However, this does create noise that might obscure ongoing memory leaks that could become real problems before you application exits. It also means your program would be harder to turn into a library that could be incorporated into another app later.
I'm a fan of writing clean shutdown code, and then, in opt builds, adding an early out to skip the unnecessary work. Thus your debug builds will tell you about real leaks, and your users will get a responsive exit.
To do this cleanly:
You'll need a way for the main thread to tell the listener thread to quit (or at least to stop listening). Otherwise you'll always have a small window of opportunity where the main thread is about the quit just as the listener does another allocation. The main thread will need to know that the listener thread has received and complied with this message. Only then, can the main thread go through the queue to free up all the memory associated with the last messages and know that nothing more will arrive.

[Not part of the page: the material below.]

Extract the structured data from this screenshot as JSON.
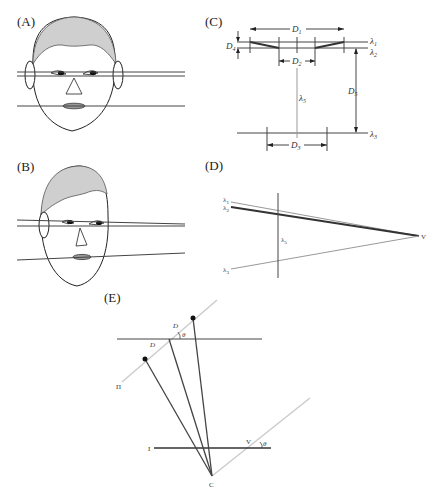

Don't use TerminateThread, or you'll end up with additional problems! If the listener thread is waiting on a handle the represents the serial port, then you can make it instead wait on two handle: the serial port handle and the handle of an event. The main thread can raise the event when it wants the listener to quit. The listener thread can raise a different event to signal that it has stopped listening.
When the main thread gets the WM_QUIT, it should raise the event to tell the listener to quit, then wait on the event that says the listener thread is done, then use PeekMessage to pull any messages that the listener posted before it stopped and free the memory associated with them.